Glad you speak for all of us - I have a RTX 3080 and don't want a 24v power hog .
Yes I will accept your point for a 4090 and TI variant - but a RTX 4080 is meant to be reasonable purchase - kids don't want parents screaming about power bills etc . This is just a ARMS race for bragging rights . Surely with better FAB 5mm or whatever and design - we should be having parity.
TBF the 600w may be a very rare peak for a 4080 and it will probably be around 500w
 
Glad you speak for all of us - I have a RTX 3080 and don't want a 24v power hog .
Yes I will accept your point for a 4090 and TI variant - but a RTX 4080 is meant to be reasonable purchase - kids don't want parents screaming about power bills etc . This is just a ARMS race for bragging rights . Surely with better FAB 5mm or whatever and design - we should be having parity.
TBF the 600w may be a very rare peak for a 4080 and it will probably be around 500w
Maybe the reference card but lets see what the board partners do. With the increased power consumption and price it doesn't really feel like we're getting a new generation of cards. Performance per Watt is suppose to increase and the old "dollars per FPS" metric should go down. We are getting neither of those. It seems like lazy development. We're getting absurdly power hungry cards and they aren't even going to be priced at the enthusiast level. If rumors are true we're going to have $1500 4080's.
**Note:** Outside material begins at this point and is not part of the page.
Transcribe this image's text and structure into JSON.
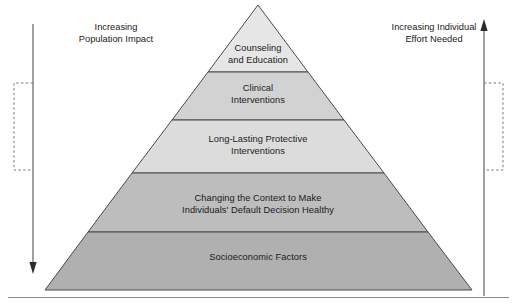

These prices are stupid and these power consumption numbers are stupid. Let's hope AMD has something reasonable. Oddly enough, it might be intel that saves us. I say many people complaining that intel is only making "mid ranged cards". Compared to what, cards that even enthusiasts have a hard time affording? It doesn't matter who has the best card if you don't own it.

I like to think that I'm decently successful and can certainly afford one but look at the prices as outrageous and very poor value. Only way I'd buy a new card in this market is if my 1070ti dies and I have no other choice.
 
I just checked idled wattage for RTX 3080 and it's seems around 30/40 watts - apparently can be quite variable .
If this carries on - you will need a small GPU to handle low demand - like my web use now .
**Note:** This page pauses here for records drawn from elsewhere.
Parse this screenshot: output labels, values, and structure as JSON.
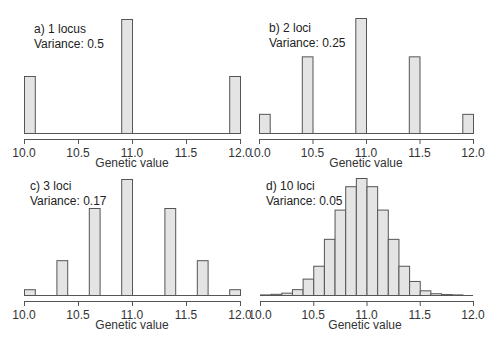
{
  "chart_data": [
    {
      "type": "bar",
      "panel": "a",
      "title": "a) 1 locus",
      "subtitle": "Variance: 0.5",
      "xlabel": "Genetic value",
      "ylabel": "",
      "xlim": [
        10.0,
        12.0
      ],
      "xticks": [
        "10.0",
        "10.5",
        "11.0",
        "11.5",
        "12.0"
      ],
      "bin_width": 0.1,
      "bins": [
        {
          "x0": 10.0,
          "x1": 10.1,
          "value": 0.25
        },
        {
          "x0": 10.9,
          "x1": 11.0,
          "value": 0.5
        },
        {
          "x0": 11.9,
          "x1": 12.0,
          "value": 0.25
        }
      ]
    },
    {
      "type": "bar",
      "panel": "b",
      "title": "b) 2 loci",
      "subtitle": "Variance: 0.25",
      "xlabel": "Genetic value",
      "ylabel": "",
      "xlim": [
        10.0,
        12.0
      ],
      "xticks": [
        "10.0",
        "10.5",
        "11.0",
        "11.5",
        "12.0"
      ],
      "bin_width": 0.1,
      "bins": [
        {
          "x0": 10.0,
          "x1": 10.1,
          "value": 0.0625
        },
        {
          "x0": 10.4,
          "x1": 10.5,
          "value": 0.25
        },
        {
          "x0": 10.9,
          "x1": 11.0,
          "value": 0.375
        },
        {
          "x0": 11.4,
          "x1": 11.5,
          "value": 0.25
        },
        {
          "x0": 11.9,
          "x1": 12.0,
          "value": 0.0625
        }
      ]
    },
    {
      "type": "bar",
      "panel": "c",
      "title": "c) 3 loci",
      "subtitle": "Variance: 0.17",
      "xlabel": "Genetic value",
      "ylabel": "",
      "xlim": [
        10.0,
        12.0
      ],
      "xticks": [
        "10.0",
        "10.5",
        "11.0",
        "11.5",
        "12.0"
      ],
      "bin_width": 0.1,
      "bins": [
        {
          "x0": 10.0,
          "x1": 10.1,
          "value": 0.0156
        },
        {
          "x0": 10.3,
          "x1": 10.4,
          "value": 0.0938
        },
        {
          "x0": 10.6,
          "x1": 10.7,
          "value": 0.2344
        },
        {
          "x0": 10.9,
          "x1": 11.0,
          "value": 0.3125
        },
        {
          "x0": 11.3,
          "x1": 11.4,
          "value": 0.2344
        },
        {
          "x0": 11.6,
          "x1": 11.7,
          "value": 0.0938
        },
        {
          "x0": 11.9,
          "x1": 12.0,
          "value": 0.0156
        }
      ]
    },
    {
      "type": "bar",
      "panel": "d",
      "title": "d) 10 loci",
      "subtitle": "Variance: 0.05",
      "xlabel": "Genetic value",
      "ylabel": "",
      "xlim": [
        10.0,
        12.0
      ],
      "xticks": [
        "10.0",
        "10.5",
        "11.0",
        "11.5",
        "12.0"
      ],
      "bin_width": 0.1,
      "bins": [
        {
          "x0": 10.0,
          "x1": 10.1,
          "value": 0.005
        },
        {
          "x0": 10.1,
          "x1": 10.2,
          "value": 0.01
        },
        {
          "x0": 10.2,
          "x1": 10.3,
          "value": 0.02
        },
        {
          "x0": 10.3,
          "x1": 10.4,
          "value": 0.05
        },
        {
          "x0": 10.4,
          "x1": 10.5,
          "value": 0.14
        },
        {
          "x0": 10.5,
          "x1": 10.6,
          "value": 0.25
        },
        {
          "x0": 10.6,
          "x1": 10.7,
          "value": 0.48
        },
        {
          "x0": 10.7,
          "x1": 10.8,
          "value": 0.73
        },
        {
          "x0": 10.8,
          "x1": 10.9,
          "value": 0.93
        },
        {
          "x0": 10.9,
          "x1": 11.0,
          "value": 1.0
        },
        {
          "x0": 11.0,
          "x1": 11.1,
          "value": 0.93
        },
        {
          "x0": 11.1,
          "x1": 11.2,
          "value": 0.73
        },
        {
          "x0": 11.2,
          "x1": 11.3,
          "value": 0.48
        },
        {
          "x0": 11.3,
          "x1": 11.4,
          "value": 0.25
        },
        {
          "x0": 11.4,
          "x1": 11.5,
          "value": 0.12
        },
        {
          "x0": 11.5,
          "x1": 11.6,
          "value": 0.04
        },
        {
          "x0": 11.6,
          "x1": 11.7,
          "value": 0.015
        },
        {
          "x0": 11.7,
          "x1": 11.8,
          "value": 0.008
        },
        {
          "x0": 11.8,
          "x1": 11.9,
          "value": 0.005
        },
        {
          "x0": 11.9,
          "x1": 12.0,
          "value": 0.0
        }
      ]
    }
  ],
  "colors": {
    "bar_fill": "#e4e4e4",
    "bar_stroke": "#555555",
    "axis": "#555555"
  },
  "panels": [
    {
      "title": "a) 1 locus",
      "subtitle": "Variance: 0.5",
      "xlabel": "Genetic value"
    },
    {
      "title": "b) 2 loci",
      "subtitle": "Variance: 0.25",
      "xlabel": "Genetic value"
    },
    {
      "title": "c) 3 loci",
      "subtitle": "Variance: 0.17",
      "xlabel": "Genetic value"
    },
    {
      "title": "d) 10 loci",
      "subtitle": "Variance: 0.05",
      "xlabel": "Genetic value"
    }
  ]
}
As for solar panels - I was thinking about them the other day - the costs are not that much - probably a lot more for a battery system .- maybe a small system costs the opening market price of a RTX 4090 ( This is ACTUALLY true ) ie some solar panels and inverter installed
Well when I eventually get a electric car - it will make more sense - depends on how much power you use in the day - My wife likes it warm - currently on a mission to improve insulation etc - glazing . Plus repainting - not sure if will do gables - or get Pros for them .
Plus Doomsday preppers and all that - being able to continue if grid goes down - my gas bottle water heating actually needs a small amount of power to work ( kind of defeats non-reliance on electricity ).
Plus think battery tech will continue to improve and cheapen - some people already reuse old Nissan Leaf batteries for that lakeside cabin off the grid.

Even in my travels in developing countries in the 80s/90s a lot of tribal huts etc ran of 12 or pref 24 volt car batteries -Probably generators more common now - Ha that reminds me off those RVs in National Parks - or desert campsites with no power (USA) - and how it annoyed other campers them running their generators in nature ( especially at night- sounds of the whippoorwill and coyotes and all that )- I didn't get it -most of them had huge battery packs and some solar panels along their roofs - maybe they needed to for stupidly big fridges and NVidia GPUs
 
Time to move to Stadia and similar services. To buy and own a GPU has become an absurd process. No way for me to have a 600W card in my case. Just stupid and insane.
That's actually not too far fetched....maybe this is actually by design and thats what they're pushing for is pushing people to Stadia and other flavors of cloud gaming.